Loka Ashwood joined the UW–Madison faculty in July 2025 as a professor in the Department of Community and Environmental Sociology. Her position is part of RISE-EARTH, the sustainability-themed focus area of the university’s Wisconsin RISE Initiative strategic hiring effort to solve grand challenges. 

What is your hometown? Where did you grow up?
I grew up in the countryside between the towns of Industry and Vermont, Illinois. 

What is your educational/professional background, including your previous position?
I received my PhD from the joint programs of sociology and community and environmental sociology at the University of Wisconsin–Madison. I’m overjoyed to have the chance to return and carry on a long and deep tradition of impactful research and change making that defines the program. I received my master’s degree from the University of Galway and my bachelor’s from Northwestern University.

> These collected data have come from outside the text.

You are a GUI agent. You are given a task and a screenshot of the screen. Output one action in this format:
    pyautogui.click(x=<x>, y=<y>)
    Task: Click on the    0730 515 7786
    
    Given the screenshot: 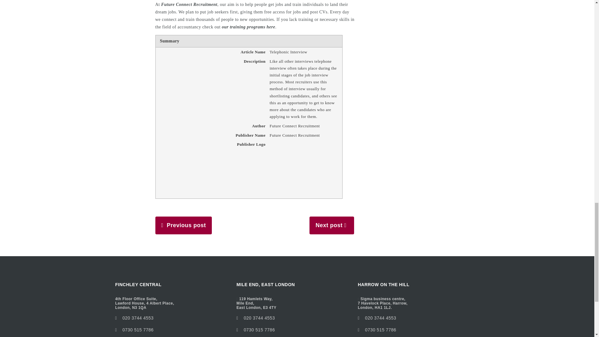 What is the action you would take?
    pyautogui.click(x=256, y=329)
    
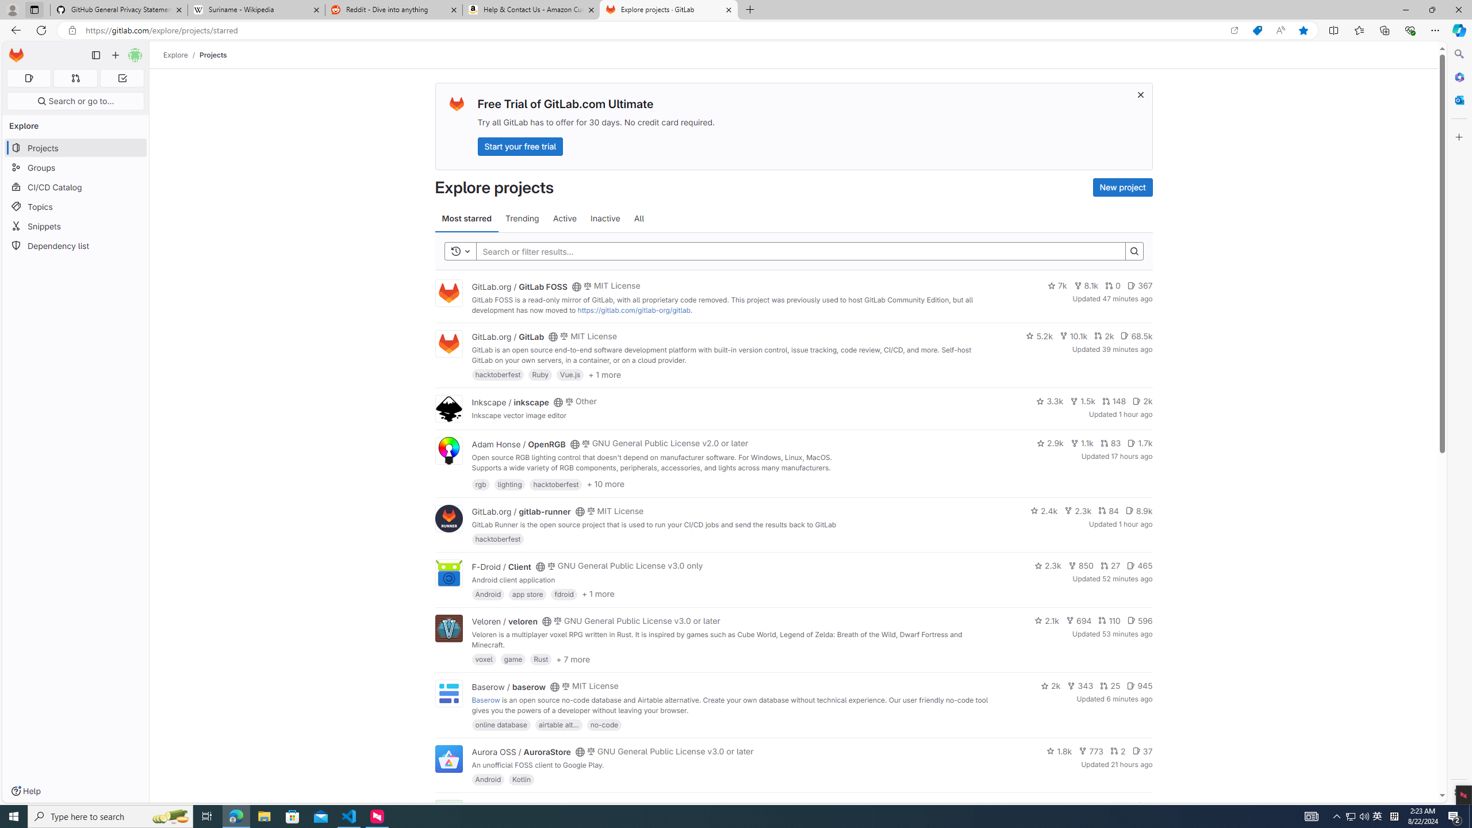 This screenshot has width=1472, height=828. Describe the element at coordinates (213, 55) in the screenshot. I see `Projects` at that location.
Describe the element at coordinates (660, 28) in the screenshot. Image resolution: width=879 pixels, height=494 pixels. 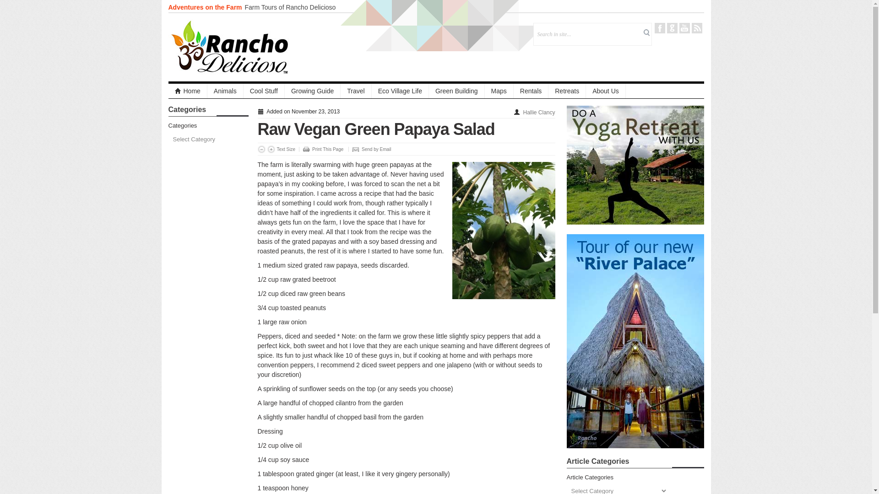
I see `Connect on Facebook` at that location.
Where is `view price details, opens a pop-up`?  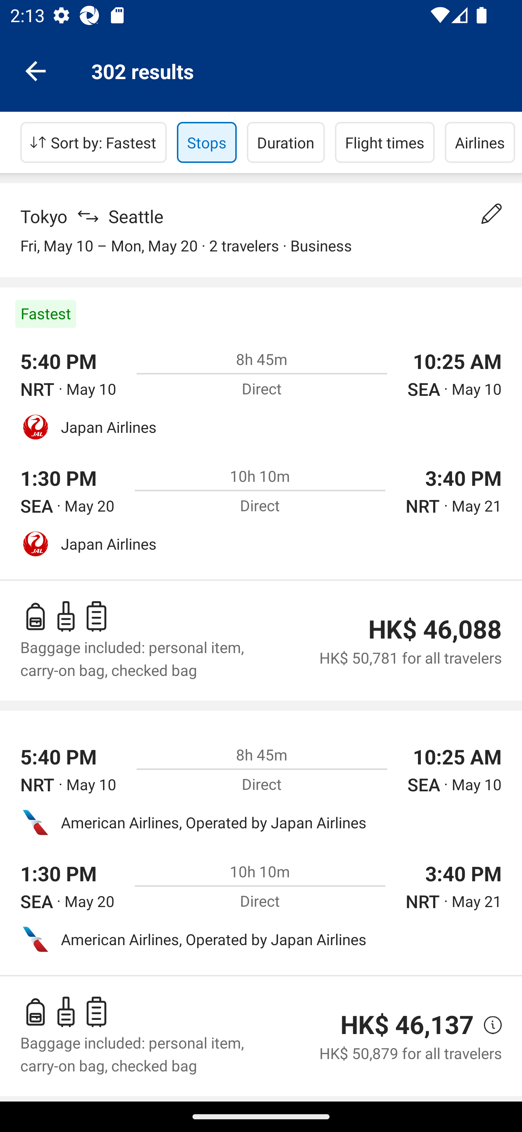
view price details, opens a pop-up is located at coordinates (488, 1025).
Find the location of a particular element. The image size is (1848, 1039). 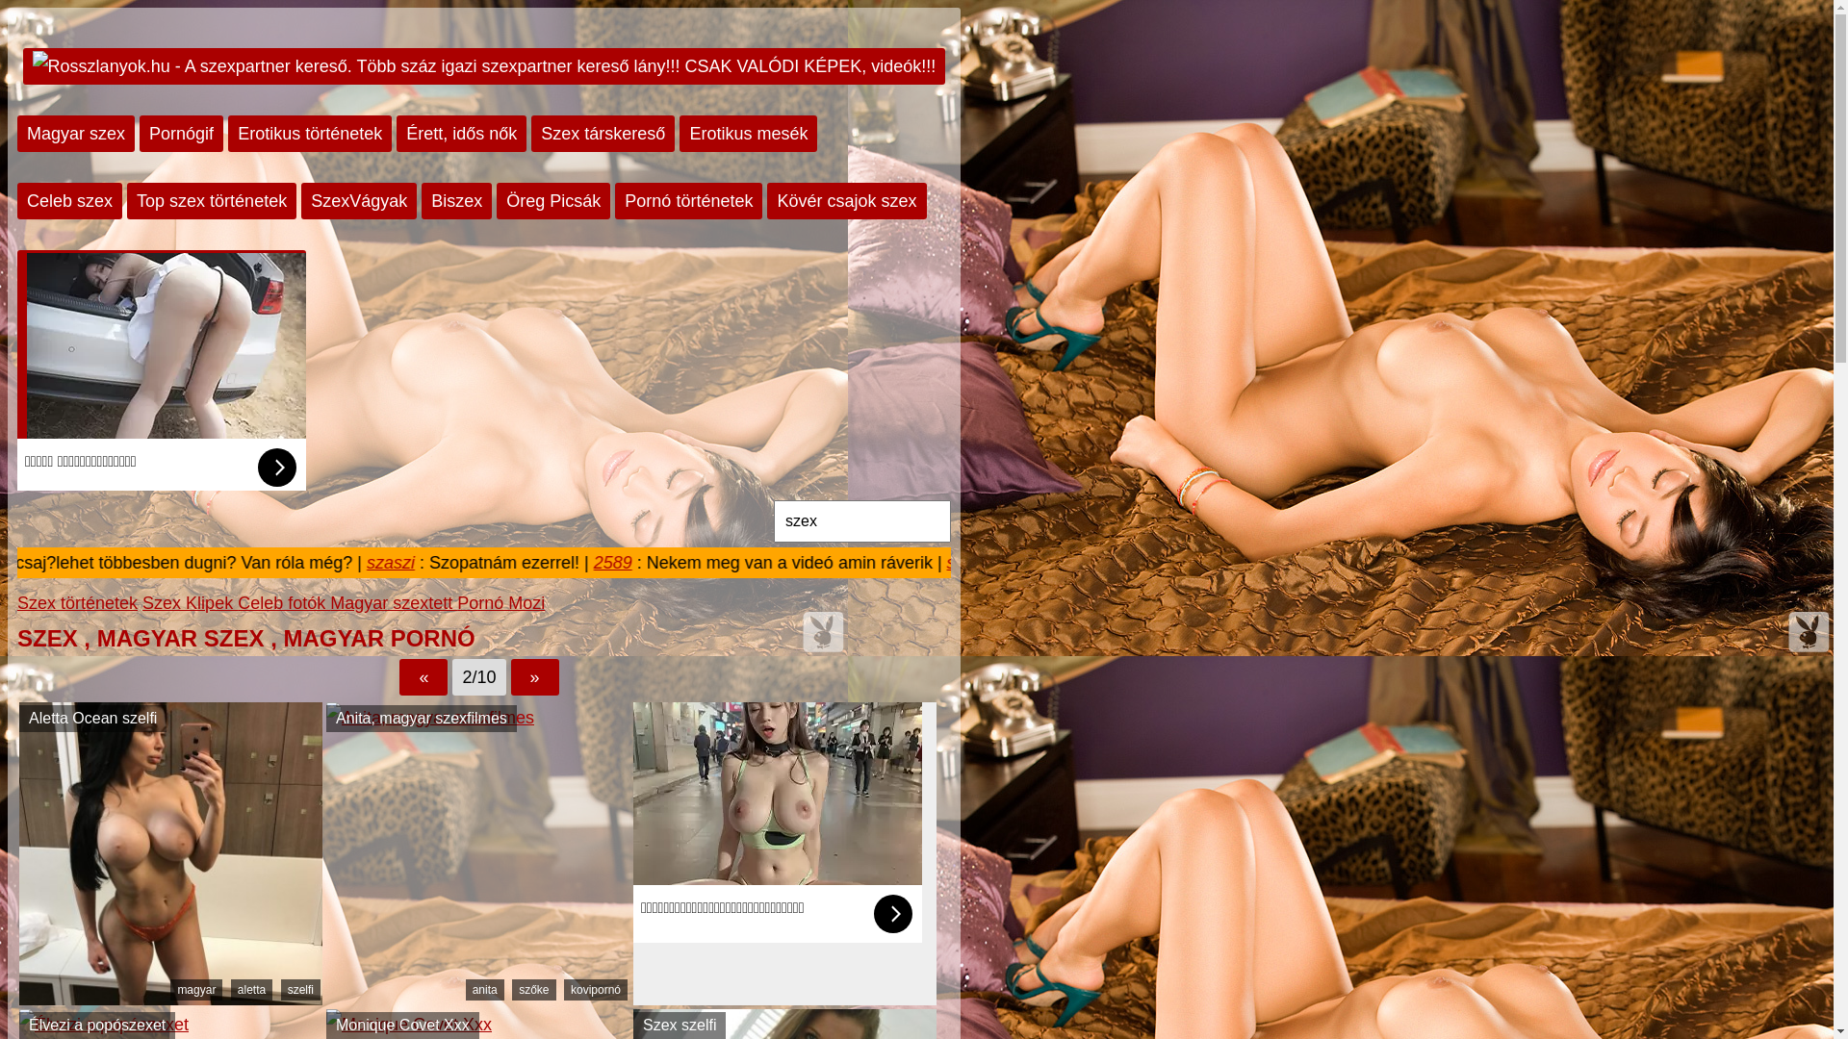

Formerly, I was an associate professor of sociology at the University of Kentucky. 

What is your field of research, and how did you get into it?
I discovered rural sociology through rural geography while studying the decline of farmers in the European Union as an undergraduate. 

What are the main goals of your current research program?
Sociology is the discipline of action and inequality. My work seeks to bridge these two topics to help rural communities with actionable research that addresses pressing problems. I am working with colleagues to create an interactive database that tracks ownership and leadership networks across nine agricultural sectors globally. Another emerging project enlivens memories of farm dispossession shaping current rural discontent. The third project considers new organizational strategies and forms that better serve communities for a richer social and ecological future.

What was your first visit to campus like?
I remember being a bit in a state of disbelief that such a place existed, in terms of its beauty but also its commitment to maintaining the best of what we are (and could be) while combatting the worst. 

What’s one thing you hope students who take a class with you will come away with?
That change is possible, and that they are equipped with the skills to make it happen. 

Do you feel your work relates in any way to the Wisconsin Idea? If so, please describe how.
The visible connection of the university to the capital through State Street is a constant reminder that our work should listen to, and then speak to, the public. My hope is that the scholarship I am a part of is translational enough to do just that. 

What’s something interesting about your area of expertise you can share that will make us sound smarter at parties?
Sometimes it’s simply a buzz killer. Just bring up corporate power and ultimate financial beneficiaries to deflate any clear party-line tirade at any party. Warning: people may get up and leave the table! 

What are your hobbies and other interests?